Comment by badc0ffee
6 hours ago
> Turn off every notification that isn’t actionable or joyful to you.
I have notifications on for Uber Eats because I want updates when I order a food delivery. Of course, the app takes this opportunity to randomly (though infrequently) send me ad notifications during the other 98% of the time. Just this past week I've seen notifications for getting my Easter shopping done, and something for "National Burrito Day" which I'm sure is totally a real thing.
Unfortunately, lots of apps are like this. But are they annoying or frequent enough that I will turn off notifications? No, because I'd rather put up with it than have to remember to turn them back on the next time I order something.
I solve that in a hilarious way: by uninstalling the app when I’m not using it. Works perfectly, other than some slight sign-in friction, for e.g. airlines, Uber/Etsy, and so on. But I’d rather suffer through logging in with a saved password than receive notification spam — I can respect that others prefer the opposite way.
[Buzzkill] for android lets you completely control if you get specific notifications at all or with sound etc. I bunch up noisy text threads in once-a-day chunks, silence all notifications not about/from nuclear family from sleep to wake, etc.
It really made me appreciate that, when I have to have my phone, notifications are like an extra obnoxious form of e-mail with all of its problems. [Buzzkill] gives me the phone equivalent of Inbox Zero.
[Buzzkill]: https://play.google.com/store/apps/details?id=com.samruston....
The filtering looks fairly powerful, but I wonder if I could have it hide notifications from apps that I haven't interacted with in 24 hours. I would do that for ALL of the delivery and transportation apps.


Work to be completed. In the records below, find the line containing "enumerate the UI", then print it and every following line exactly, through the last, without pictures.

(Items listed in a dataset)
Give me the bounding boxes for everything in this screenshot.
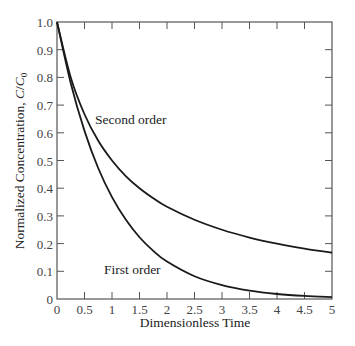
y-tick-label: 0.3: [37, 209, 53, 224]
plot-border: [57, 22, 332, 299]
series-label-first-order: First order: [104, 262, 161, 277]
x-tick-label: 1: [109, 302, 116, 317]
y-axis-ticks: 00.10.20.30.40.50.60.70.80.91.0: [37, 15, 332, 307]
x-tick-label: 5: [329, 302, 336, 317]
series-line-first-order: [57, 22, 332, 297]
x-axis-label: Dimensionless Time: [140, 315, 251, 330]
plot-frame: [57, 22, 332, 299]
series-labels: First orderSecond order: [95, 112, 167, 277]
x-tick-label: 4.5: [296, 302, 312, 317]
y-tick-label: 0.8: [37, 70, 53, 85]
x-tick-label: 4: [274, 302, 281, 317]
y-tick-label: 0.4: [37, 181, 54, 196]
y-tick-label: 0.5: [37, 154, 53, 169]
x-axis-ticks: 00.511.522.533.544.55: [54, 22, 336, 317]
y-tick-label: 0: [47, 292, 54, 307]
y-axis-label-sub: 0: [19, 72, 29, 77]
y-tick-label: 0.6: [37, 126, 54, 141]
series-line-second-order: [57, 22, 332, 253]
y-tick-label: 0.9: [37, 43, 53, 58]
y-axis-label: Normalized Concentration, C/C0: [12, 72, 29, 249]
y-tick-label: 0.1: [37, 264, 53, 279]
series-label-second-order: Second order: [95, 112, 167, 127]
y-tick-label: 0.7: [37, 98, 54, 113]
x-tick-label: 0.5: [76, 302, 92, 317]
y-tick-label: 1.0: [37, 15, 53, 30]
series-lines: [57, 22, 332, 297]
y-tick-label: 0.2: [37, 237, 53, 252]
y-axis-label-main: Normalized Concentration,: [12, 99, 27, 249]
chart: 00.511.522.533.544.55 00.10.20.30.40.50.…: [0, 0, 355, 346]
x-tick-label: 0: [54, 302, 61, 317]
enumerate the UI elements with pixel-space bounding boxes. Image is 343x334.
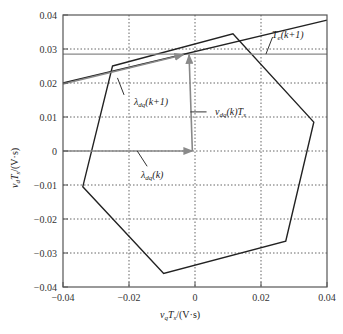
te-annotation: Te(k+1) xyxy=(272,29,304,42)
y-tick-label: 0.01 xyxy=(40,112,58,123)
y-tick-label: 0.02 xyxy=(40,78,58,89)
vector-arrow xyxy=(63,55,183,84)
y-tick-label: −0.03 xyxy=(34,248,57,259)
x-tick-label: 0.02 xyxy=(252,292,270,303)
vector-arrow xyxy=(189,55,192,151)
y-axis-label: vdTs/(V·s) xyxy=(9,148,22,188)
annotation-leader xyxy=(137,151,147,166)
y-tick-label: −0.01 xyxy=(34,180,57,191)
annotation-leader xyxy=(117,78,124,95)
x-axis-label: vqTs/(V·s) xyxy=(160,309,200,322)
x-tick-label: −0.04 xyxy=(51,292,74,303)
vdq-annotation: vdq(k)Ts xyxy=(215,106,246,119)
x-tick-label: −0.02 xyxy=(117,292,140,303)
chart: −0.04−0.0200.020.04−0.04−0.03−0.02−0.010… xyxy=(0,0,343,334)
y-tick-label: 0.03 xyxy=(40,44,58,55)
lambda-next-annotation: λdq(k+1) xyxy=(133,96,169,109)
x-tick-label: 0.04 xyxy=(318,292,336,303)
vector-arrows xyxy=(63,55,192,151)
lambda-now-annotation: λdq(k) xyxy=(140,169,164,182)
y-tick-label: −0.02 xyxy=(34,214,57,225)
x-tick-label: 0 xyxy=(193,292,198,303)
y-tick-label: 0.04 xyxy=(40,10,58,21)
y-tick-label: 0 xyxy=(52,146,57,157)
y-tick-label: −0.04 xyxy=(34,282,57,293)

Task solution.
enumerate the UI elements with pixel-space bounding boxes. Image is 343x334.
te-annotation: Te(k+1) xyxy=(272,29,304,42)
y-tick-label: 0.01 xyxy=(40,112,58,123)
y-tick-label: 0.02 xyxy=(40,78,58,89)
vector-arrow xyxy=(63,55,183,84)
y-tick-label: −0.03 xyxy=(34,248,57,259)
x-tick-label: 0.02 xyxy=(252,292,270,303)
vector-arrow xyxy=(189,55,192,151)
y-axis-label: vdTs/(V·s) xyxy=(9,148,22,188)
annotation-leader xyxy=(137,151,147,166)
y-tick-label: −0.01 xyxy=(34,180,57,191)
annotation-leader xyxy=(117,78,124,95)
x-axis-label: vqTs/(V·s) xyxy=(160,309,200,322)
x-tick-label: −0.04 xyxy=(51,292,74,303)
vdq-annotation: vdq(k)Ts xyxy=(215,106,246,119)
x-tick-label: −0.02 xyxy=(117,292,140,303)
chart: −0.04−0.0200.020.04−0.04−0.03−0.02−0.010… xyxy=(0,0,343,334)
y-tick-label: 0.03 xyxy=(40,44,58,55)
lambda-next-annotation: λdq(k+1) xyxy=(133,96,169,109)
x-tick-label: 0.04 xyxy=(318,292,336,303)
vector-arrows xyxy=(63,55,192,151)
lambda-now-annotation: λdq(k) xyxy=(140,169,164,182)
y-tick-label: −0.02 xyxy=(34,214,57,225)
x-tick-label: 0 xyxy=(193,292,198,303)
y-tick-label: 0.04 xyxy=(40,10,58,21)
y-tick-label: 0 xyxy=(52,146,57,157)
y-tick-label: −0.04 xyxy=(34,282,57,293)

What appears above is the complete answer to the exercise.